Throughout the narrative, the text utilizes the conflict over the crisis of cognition, or the very mystery regarding the Marquise’s lack of knowledge surrounding her mysterious pregnancy, as a catalyst for the presentation of the plurality of opinions associated with the Marquise’s current status in society and presumptions to the father’s identity. In itself, this state of cognitive dissonance prevents the Marquise from making any attempts at atoning for her supposed sin, as she herself is unaware of any possible transgressions responsible for her current predicament. In turn, this separation from the truth pushes the marquise to fall into the conviction that the “incomprehensible change[s] in her figure” and “inner sensations” (85) she felt were due to the god of Fantasy or Morpheus or even “one of his attendant dreams,” (74) thereby relinquishing her subconscious from any guilt. However, despite her self-assurance of innocence and desperate pleas at expressing her clear conscience, the marquise becomes subject to external pressures from both her family and society, who come to perc...

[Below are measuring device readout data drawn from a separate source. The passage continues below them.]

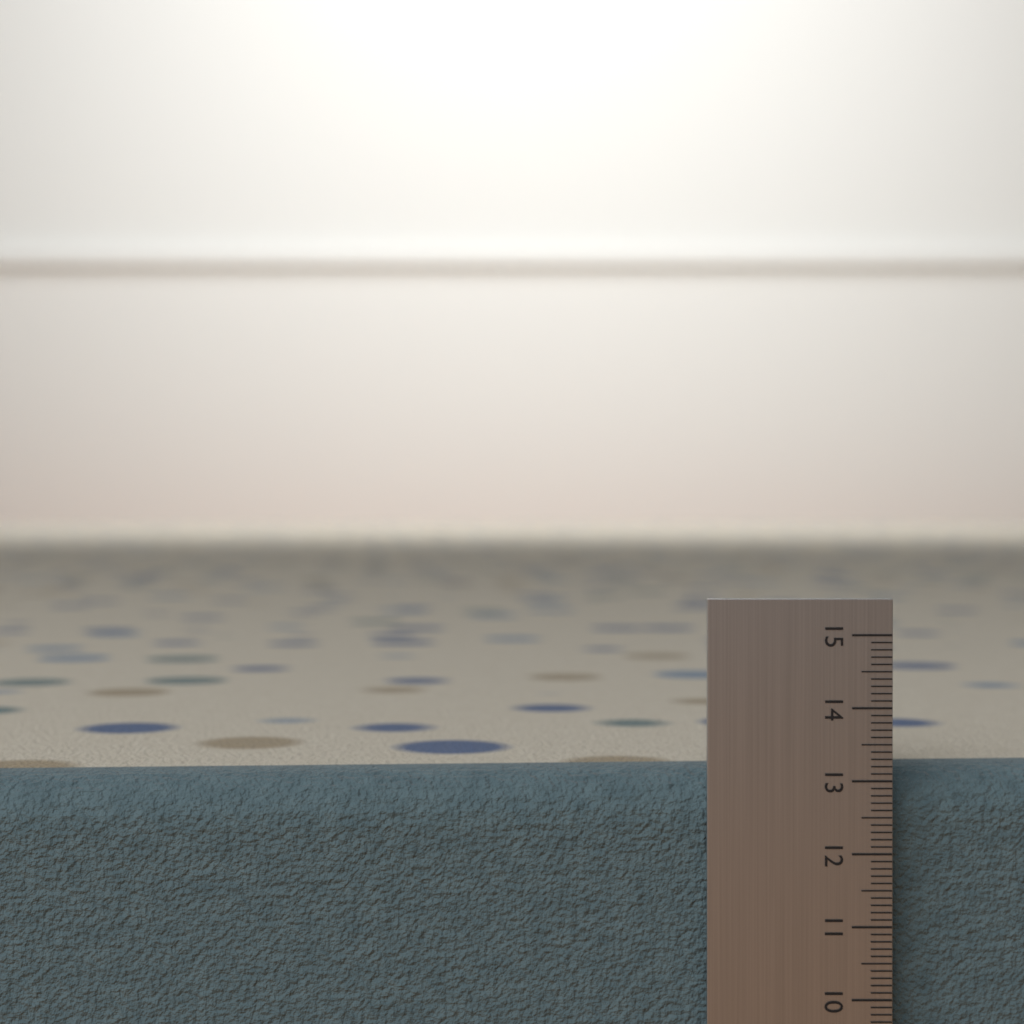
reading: 13.1 (no unit)
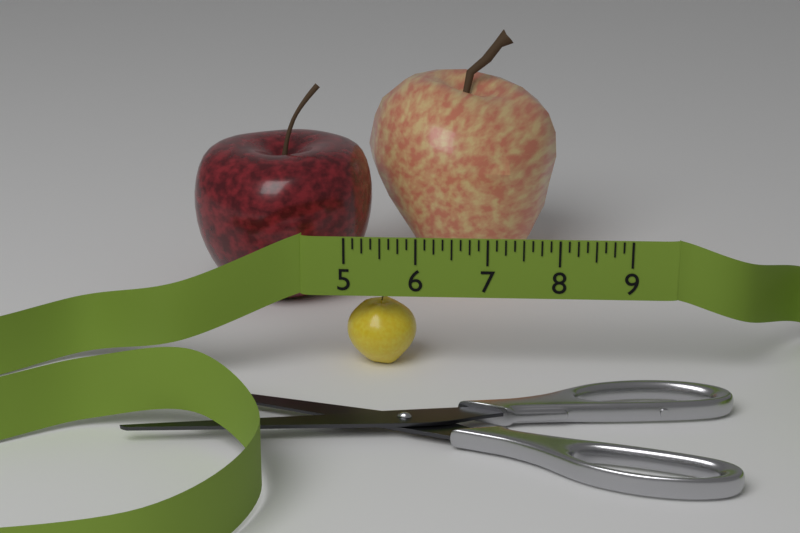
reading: 6.000 (no unit)
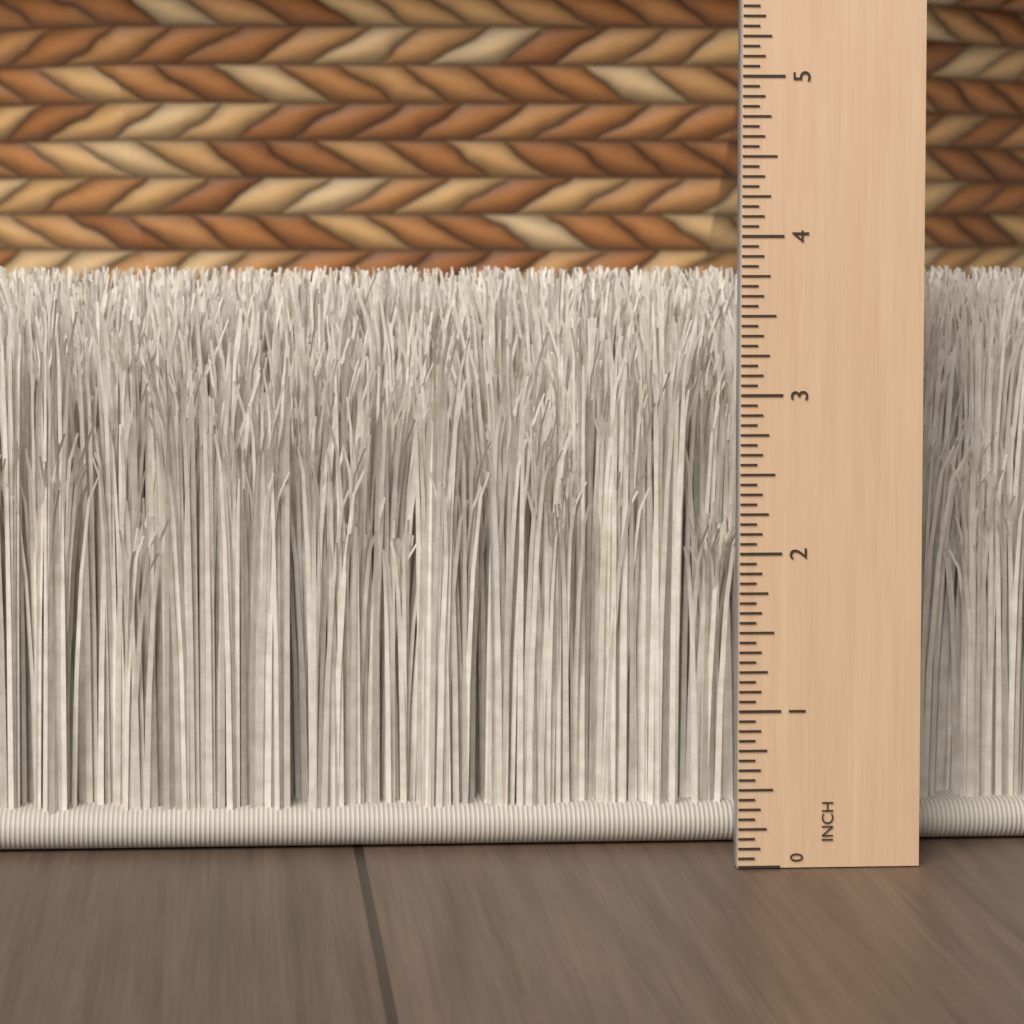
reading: 3.7500 in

After expressing her frustration with having to serve her husband breakfast in bed, Molly begins her stream of consciousness with thoughts of the differences between men and women: “…Yes because theyre so weak and pulling when there sick they want a women to get well if his nose bleeds…” (738). This line illustrates Joyce’s desire to understand the human mind, specifically the female mind. There’s a clear double standard for women, who must be strong and "hide(s) [their weakness]" (738). This also suggests the idea that men need to be, and should be, taken care of by women.

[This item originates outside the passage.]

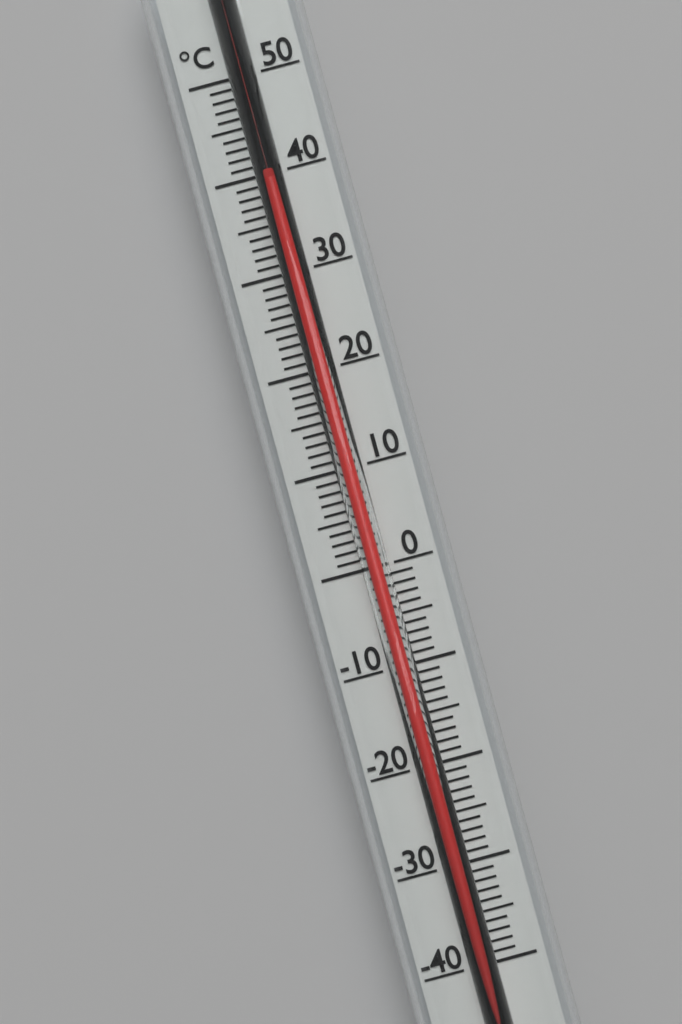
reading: 39 °C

Gargano rightly shifts the critical debate from fascination with the ethical conundrum of Dr. Sloper's behavior to concentration on the process of self-realization which takes place slowly and silently in Catherine's mind (Gargano 355). Finding proof of his thesis in the exacting way James investigates Catherine's growth, Gargano sees that James has purposely shown Catherine as innocent in the beginning of the story to demonstrate a contrast to who she becomes as she begins to wake up to herself as the story progresses, and contends that upon meeting Townsend, Catherine "emerg[es] from a sort of dormancy" (Gorgano 356). Gorgano astutely points out that meeting Townsend is not a horrible mishap in the life of Catherine Sloper, but an event which catalyzes the girl to mature in her thinking and feeling.

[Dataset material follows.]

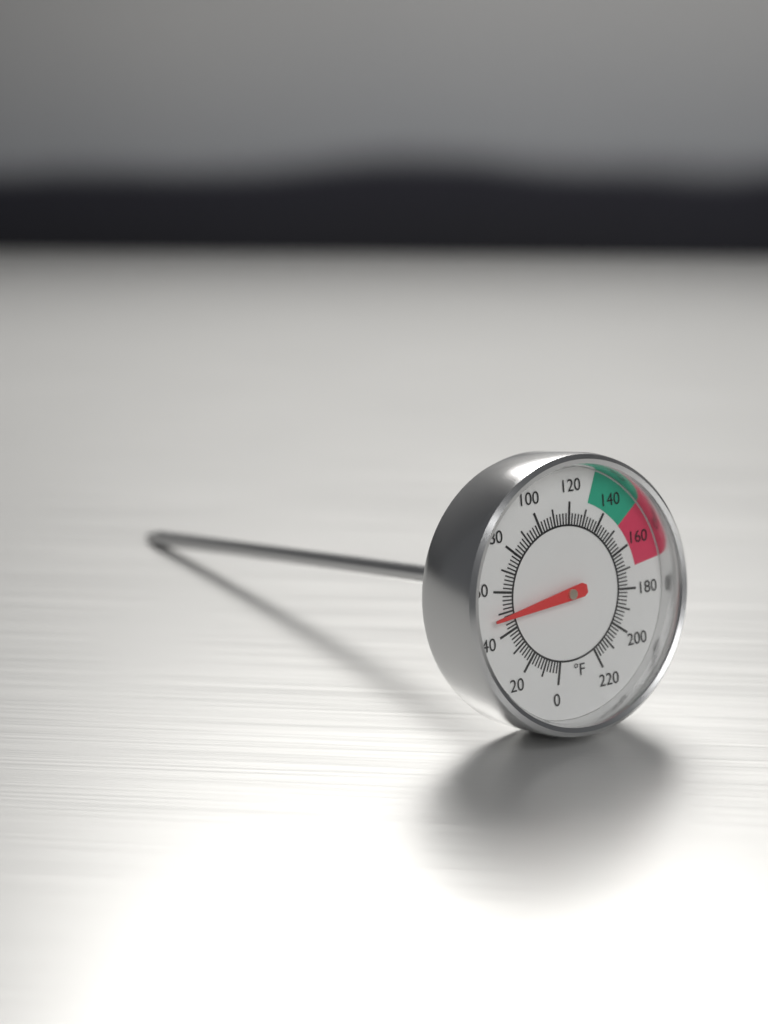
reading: 48 °F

Another important element is that makes this film is the manner in which the prose has been sharply drawn. It is also readily comprehensible. The theme of self-respect as well as self-reliance has been well expressed. These two themes show McMurpghy as a Christ figure. It can be seen that McMurphay is crucified on a table that have the shape of a table. He then undergoes electric shock. The party that he held on the last day of his stay in the hospital can be seen the last supper. The pill and the codeine resemble the bread that they took. Candy acts as Magdalene in the Bible. Billy in the film is acting just the same way Judas behaved. Nurse Ratched and the hospital staff act like the Pharisees while the twelve people that he took fishing
...the helplessness of a beautiful woman like her in a society of men like the Baron. At times we are given the impression that the mistake was indeed hers when Belinda cites examples of things she could have done and should have done to prevent the rape of her lock. Such a reaction from Belinda reinforces the notion of the rape serving as a metaphor for a sexual rape. The reaction of many women in our time to sexual rape is almost exactly like Belinda's reaction to the rape of her lock. However, it becomes clear that Belinda is only over exaggerating after she goes on and on speaking of radical changes that would have prevented her loss. It is evident that she is attempting to convey the idea that it was not herself who was at fault but men in general, particularly the Baron.